Lessons were learned this week, and not all of those lessons were all that uplifting. A lot of the lessons just served to confirm that which my Inner Cynic already believes, that sometimes it just doesn't pay to stand up for yourself and/or something you believe in. I have had some passive-agressive, indirect fallout this week in part because of my blog, and in part because I spoke up about something I believe in. It has bothered me more than I would like to admit. But this blog is my own. It is my therapy, my feelings, my experiences, my journey. It is not about hurting anyone, but about working my own way through things. In reality, as I said in one of my posts this week, I think the person in question is a person with a big heart that would never intentionally hurt someone. I truly believe that. My writing about the situation was about exploring an issue that I see out there all the time, not just in this single circumstance. Judgments and just how hurtful and hard they can be. We all do it, whether we intend to or not. The lesson is that we should all be more mindful of it, especially on the net, which makes it so much easier to say something that you would never say to someone face to face. In the end, after the fallout, I was left feeling like I was nothing. I felt judged unfairly. It was made clear to me that my feelings didn't matter. Instead, somehow I became the bad guy, put out there in a pretty aggressive way. And that's what made it stick with me. It felt unfair and unjust.

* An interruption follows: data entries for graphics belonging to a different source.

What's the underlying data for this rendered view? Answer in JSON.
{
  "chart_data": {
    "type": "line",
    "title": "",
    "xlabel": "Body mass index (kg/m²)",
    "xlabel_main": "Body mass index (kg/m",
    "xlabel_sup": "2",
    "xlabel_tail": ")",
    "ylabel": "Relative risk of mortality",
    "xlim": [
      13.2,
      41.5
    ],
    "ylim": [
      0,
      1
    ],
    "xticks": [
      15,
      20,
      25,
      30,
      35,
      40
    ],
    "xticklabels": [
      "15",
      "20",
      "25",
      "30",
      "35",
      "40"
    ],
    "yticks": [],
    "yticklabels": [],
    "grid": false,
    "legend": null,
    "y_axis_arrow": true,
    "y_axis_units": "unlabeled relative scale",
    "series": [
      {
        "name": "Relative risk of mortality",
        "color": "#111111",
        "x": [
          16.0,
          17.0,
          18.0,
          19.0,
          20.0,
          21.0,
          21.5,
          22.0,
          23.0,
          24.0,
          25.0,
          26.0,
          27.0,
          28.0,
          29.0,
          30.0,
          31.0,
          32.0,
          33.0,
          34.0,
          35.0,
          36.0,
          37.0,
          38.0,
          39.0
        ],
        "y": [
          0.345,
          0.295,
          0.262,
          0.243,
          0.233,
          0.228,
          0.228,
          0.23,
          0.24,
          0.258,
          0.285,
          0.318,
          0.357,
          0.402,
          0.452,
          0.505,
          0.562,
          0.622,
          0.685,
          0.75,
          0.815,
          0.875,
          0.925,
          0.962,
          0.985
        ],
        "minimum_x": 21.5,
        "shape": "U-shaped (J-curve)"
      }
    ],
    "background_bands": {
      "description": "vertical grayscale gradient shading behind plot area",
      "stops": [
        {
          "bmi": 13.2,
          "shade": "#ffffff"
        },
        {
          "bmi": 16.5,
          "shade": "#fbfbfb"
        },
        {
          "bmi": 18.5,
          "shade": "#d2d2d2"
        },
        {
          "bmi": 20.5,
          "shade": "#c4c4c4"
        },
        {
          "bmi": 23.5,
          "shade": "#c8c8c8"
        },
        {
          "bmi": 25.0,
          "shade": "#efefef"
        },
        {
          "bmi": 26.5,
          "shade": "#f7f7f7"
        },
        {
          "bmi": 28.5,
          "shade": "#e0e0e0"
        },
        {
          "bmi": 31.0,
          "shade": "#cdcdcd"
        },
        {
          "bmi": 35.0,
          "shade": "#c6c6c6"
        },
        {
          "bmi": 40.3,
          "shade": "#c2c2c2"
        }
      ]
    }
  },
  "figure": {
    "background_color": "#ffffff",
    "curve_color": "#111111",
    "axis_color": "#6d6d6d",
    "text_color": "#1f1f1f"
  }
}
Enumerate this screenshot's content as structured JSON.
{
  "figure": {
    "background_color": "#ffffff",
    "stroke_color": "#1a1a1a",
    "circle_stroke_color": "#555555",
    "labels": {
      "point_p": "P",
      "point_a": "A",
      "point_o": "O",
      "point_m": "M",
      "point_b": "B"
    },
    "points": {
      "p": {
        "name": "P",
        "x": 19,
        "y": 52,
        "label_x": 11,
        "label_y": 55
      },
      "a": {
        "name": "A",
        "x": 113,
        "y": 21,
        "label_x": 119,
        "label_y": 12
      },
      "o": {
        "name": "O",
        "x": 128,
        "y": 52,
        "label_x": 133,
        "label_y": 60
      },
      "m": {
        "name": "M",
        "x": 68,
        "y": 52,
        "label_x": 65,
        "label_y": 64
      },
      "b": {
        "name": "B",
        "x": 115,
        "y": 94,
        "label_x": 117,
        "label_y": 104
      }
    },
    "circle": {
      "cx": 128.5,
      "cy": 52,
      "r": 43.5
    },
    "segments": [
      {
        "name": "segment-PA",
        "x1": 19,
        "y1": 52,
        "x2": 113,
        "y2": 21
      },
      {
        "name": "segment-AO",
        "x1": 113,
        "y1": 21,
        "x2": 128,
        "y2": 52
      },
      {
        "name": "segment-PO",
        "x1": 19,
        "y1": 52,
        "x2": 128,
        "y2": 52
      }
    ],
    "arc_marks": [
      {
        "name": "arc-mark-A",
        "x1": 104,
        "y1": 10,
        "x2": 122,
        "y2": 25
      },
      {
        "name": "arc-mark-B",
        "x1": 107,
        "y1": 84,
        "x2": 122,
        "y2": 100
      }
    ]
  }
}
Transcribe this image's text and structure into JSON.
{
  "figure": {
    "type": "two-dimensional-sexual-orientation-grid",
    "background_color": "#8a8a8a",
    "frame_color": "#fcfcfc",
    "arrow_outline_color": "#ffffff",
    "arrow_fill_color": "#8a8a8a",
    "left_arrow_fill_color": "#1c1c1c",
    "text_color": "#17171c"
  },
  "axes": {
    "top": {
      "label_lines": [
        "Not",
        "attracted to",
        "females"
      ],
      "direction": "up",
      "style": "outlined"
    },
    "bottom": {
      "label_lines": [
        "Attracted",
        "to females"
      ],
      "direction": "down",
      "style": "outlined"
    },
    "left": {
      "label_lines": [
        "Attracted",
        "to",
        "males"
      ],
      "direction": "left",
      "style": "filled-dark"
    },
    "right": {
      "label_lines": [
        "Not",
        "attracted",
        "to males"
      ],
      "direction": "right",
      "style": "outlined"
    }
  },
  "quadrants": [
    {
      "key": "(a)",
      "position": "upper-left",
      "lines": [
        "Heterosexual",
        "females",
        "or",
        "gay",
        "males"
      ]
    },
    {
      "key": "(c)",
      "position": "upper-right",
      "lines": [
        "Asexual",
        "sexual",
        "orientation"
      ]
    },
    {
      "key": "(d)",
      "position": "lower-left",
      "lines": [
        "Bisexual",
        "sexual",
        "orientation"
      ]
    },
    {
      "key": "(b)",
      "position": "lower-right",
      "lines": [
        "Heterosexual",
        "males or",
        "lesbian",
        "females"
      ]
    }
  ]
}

But it is over now, pretty definitively. I believe that there is something to be learned from every experience. And the realitiy is that not every lesson learned is going to be positive. That is something else I have learned on this journey, that it comes at a cost sometimes. And sometimes that cost is a friendship.
But, on the flip side, it definitely illuminated the value of true friendships, new and old. It also taught me the value of just letting go. After years of being a doormat, letting go of the anger and resentment isn't easy for me. Sometimes it is just the principle of the matter, but it still needs to go in order to make room for the good. It hurts to be judged and it hurts to be vilified for standing up for yourself. But it is my right to do so. So it is what it is.
A little Joy jamming on a Friday is a good thing! The host blog's Joy Jam today is pretty uplifting, in the wake of Hurricane Sandy, too.
♥ Life lessons. Yes, even the bad ones. All lessons have value, one way or another.
♥ True and wonderful friends. What more needs to be said?
♥ The little things. Sometimes it is the littlest of things that make my soul sing. The little kindnesses, the kind that make you feel like you matter!